The Capital Allocation Playbook (Part 8)

The Outsiders

In his book, William Thorndike discusses 7 other case studies besides Teledyne and compares them with Jack Welch’s performance at GE (who is not among “The Outsiders”). The table below from Strategy for Executives summarises the performance of the Super 8 capital allocators:

CEO Company Period as CEO Stock’s Compound Annual Growth Rate (CAGR) Factor by which the stock outperformed the S&P 500
Jack Welch GE 1981-2001 20.9% 3.3 Times
Tom Murphy Capital Cities 1966-1996 19.9% 16.7 Times
Henry Singleton Teledyne 1960-1989 20.4% 12 Times
Bill Anders General Dynamics 1991-1993 23.3% 6.7 Times
John Malone TCI 1973-1998 30.3% 40 Times
Katharine Graham The Washington Post 1971-1993 22.3% 18 Times
William Stiritz Ralston Purina 1981-2001 24% 4 Times
Dick Smith General Cinema 1962-2005 16.1% 16 Times
Warren Buffet Berkshire Hathaway Since 1965 20.7% Over 100 Times

This chart from the book (via Kyle Eschenroeder) shows what the 8 Outsider CEOs had in common:

Towards the end of the book, Thorndike has a capital allocator’s checklist. Here’s a summary:

  1. The allocation process should be CEO led, not delegated to finance or business development personnel.
  2. Start by determining the hurdle rate—the minimum acceptable return for investment projects (one of the most important decisions any CEO makes).
  3. Calculate returns for all internal and external investment alternatives, and rank them by return and risk
  4. Calculate the return for stock repurchases. Require that acquisition returns meaningfully exceed this benchmark.
  5. Focus on after-tax returns, and run all transactions by tax counsel.
  6. Determine acceptable, conservative cash and debt levels, and run the company to stay within them.
  7. Consider a decentralized organizational model.
  8. Retain capital in the business only if you have confidence you can generate returns over time that are above your hurdle rate.
  9. If you do not have potential high-return investment projects, consider paying a dividend. Be aware, however, that dividend decisions can be hard to reverse and that dividends can be tax inefficient.
  10. When prices are extremely high, it’s OK to consider selling businesses or stock. It’s also OK to close under-performing business units if they are no longer capable of generating acceptable returns.

Published by

Rajesh Jain

An Entrepreneur based in Mumbai, India.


Work instruction: With the pictures removed, reproduce exactly the lines from the one that contains "Locate an element" through the last line of the entries below.

━━━ Data to use

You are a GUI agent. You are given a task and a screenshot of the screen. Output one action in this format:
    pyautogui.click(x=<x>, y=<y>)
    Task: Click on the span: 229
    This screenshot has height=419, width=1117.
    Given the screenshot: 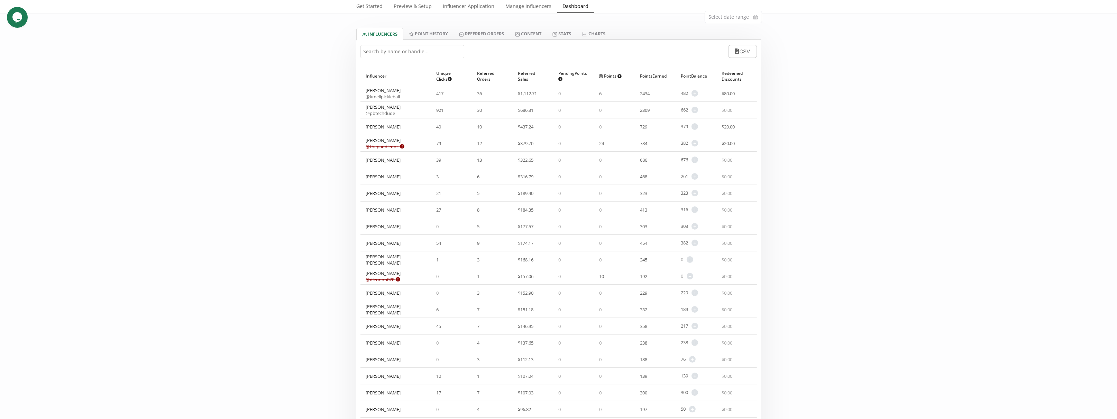 What is the action you would take?
    pyautogui.click(x=685, y=292)
    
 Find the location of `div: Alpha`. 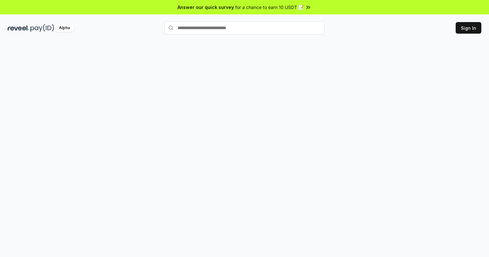

div: Alpha is located at coordinates (64, 28).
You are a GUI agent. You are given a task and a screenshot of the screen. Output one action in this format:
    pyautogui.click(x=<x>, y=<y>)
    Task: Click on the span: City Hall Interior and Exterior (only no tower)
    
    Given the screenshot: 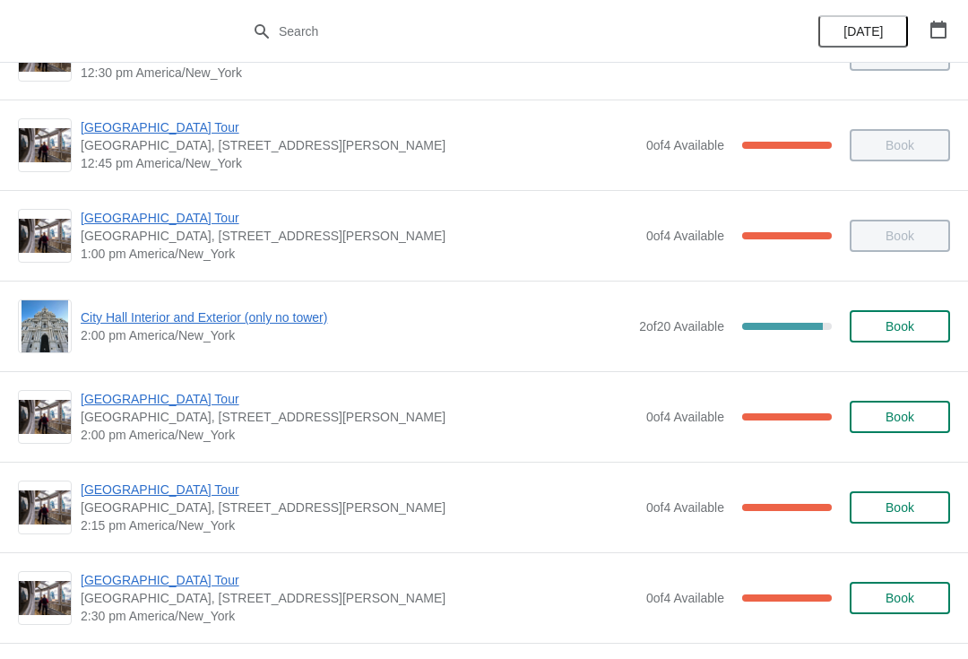 What is the action you would take?
    pyautogui.click(x=355, y=317)
    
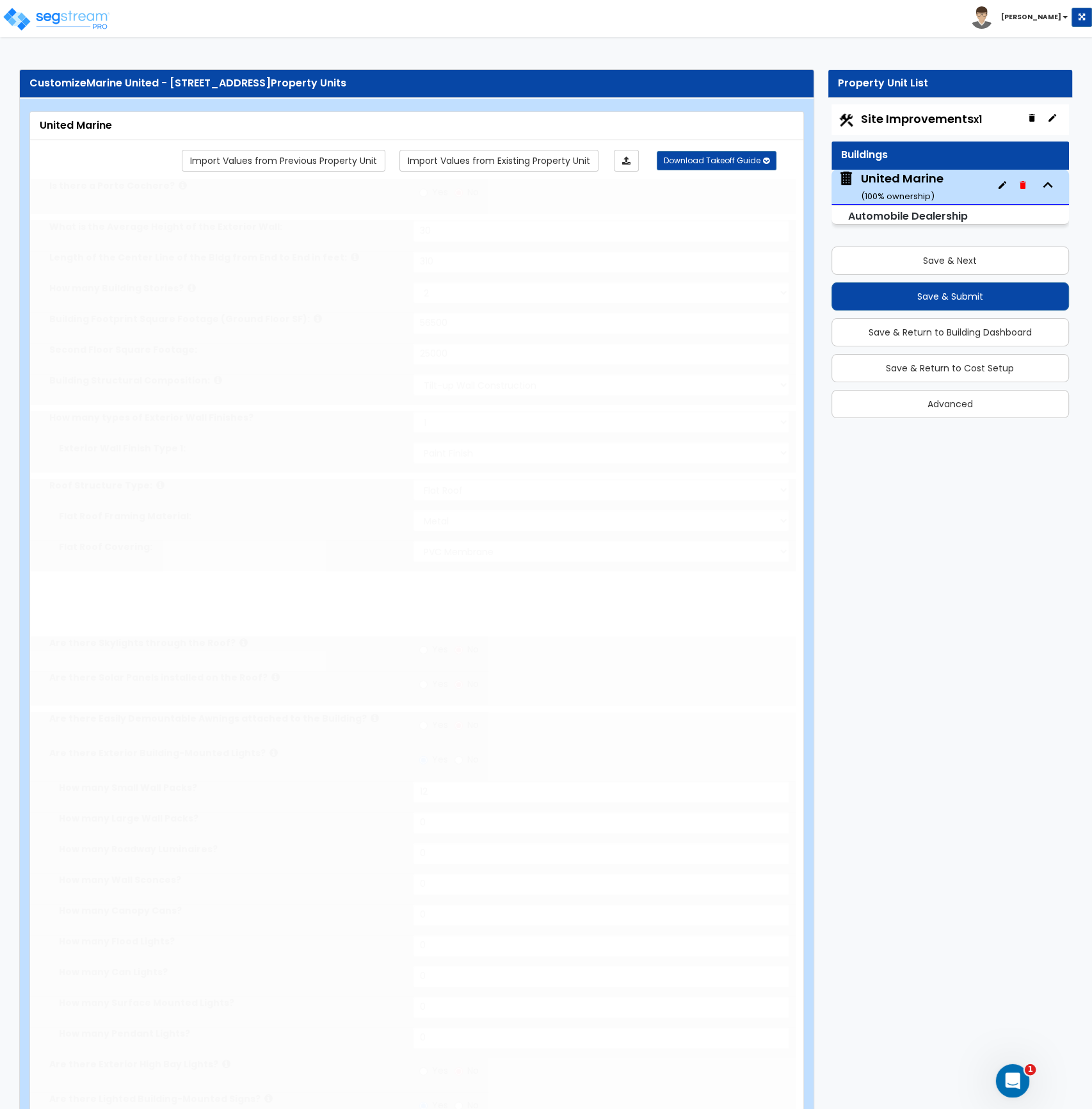 The height and width of the screenshot is (1109, 1092). I want to click on label: Is there a Porte Cochere?, so click(226, 186).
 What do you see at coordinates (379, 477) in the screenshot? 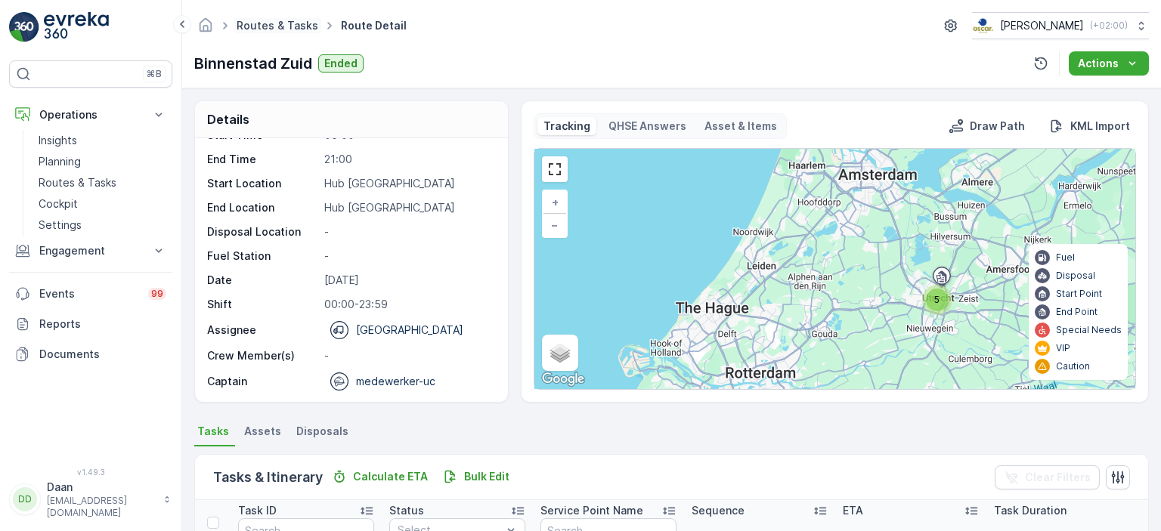
I see `button: Calculate ETA` at bounding box center [379, 477].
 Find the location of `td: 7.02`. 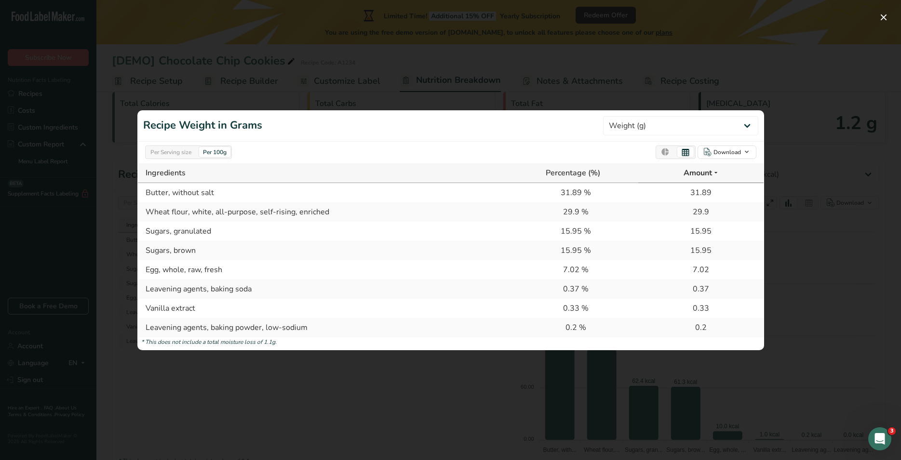

td: 7.02 is located at coordinates (701, 270).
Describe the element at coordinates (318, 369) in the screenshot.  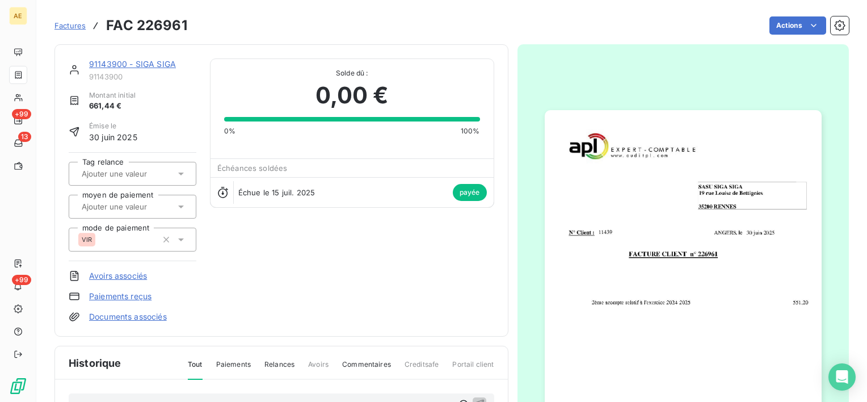
I see `span: Avoirs` at that location.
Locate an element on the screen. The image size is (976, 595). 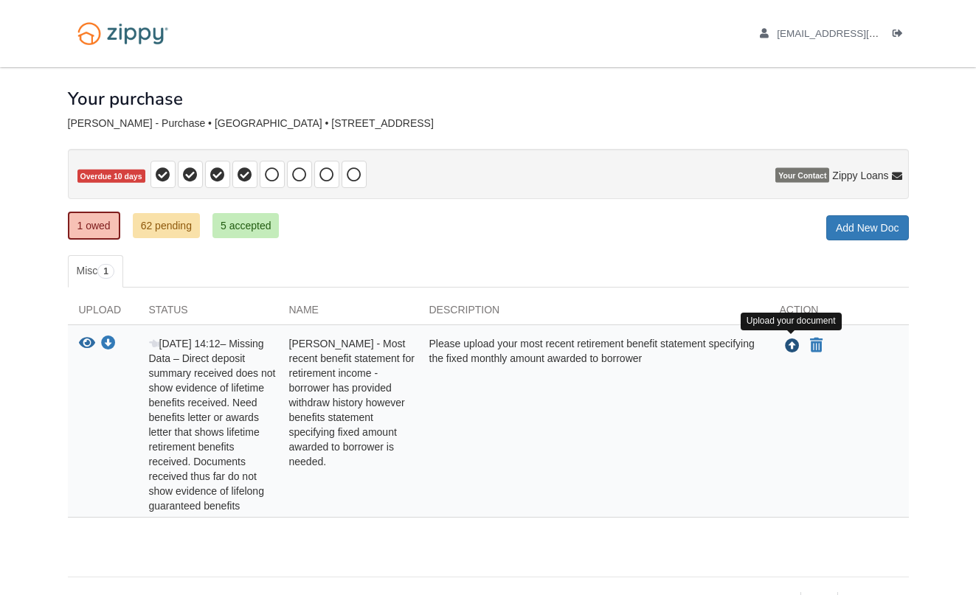
div: Status is located at coordinates (208, 314).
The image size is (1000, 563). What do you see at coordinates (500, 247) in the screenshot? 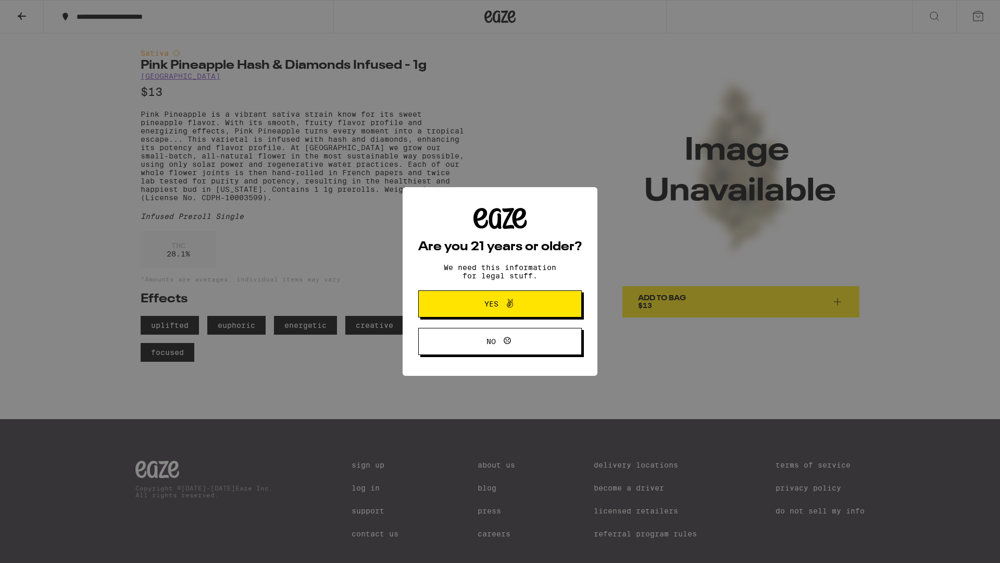
I see `h2: Are you 21 years or older?` at bounding box center [500, 247].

━━━━━━

Answer to the problem:
Locate an element on the screen. The image size is (976, 595). 
div: Status is located at coordinates (208, 314).
The image size is (1000, 563). What do you see at coordinates (500, 247) in the screenshot? 
I see `h2: Are you 21 years or older?` at bounding box center [500, 247].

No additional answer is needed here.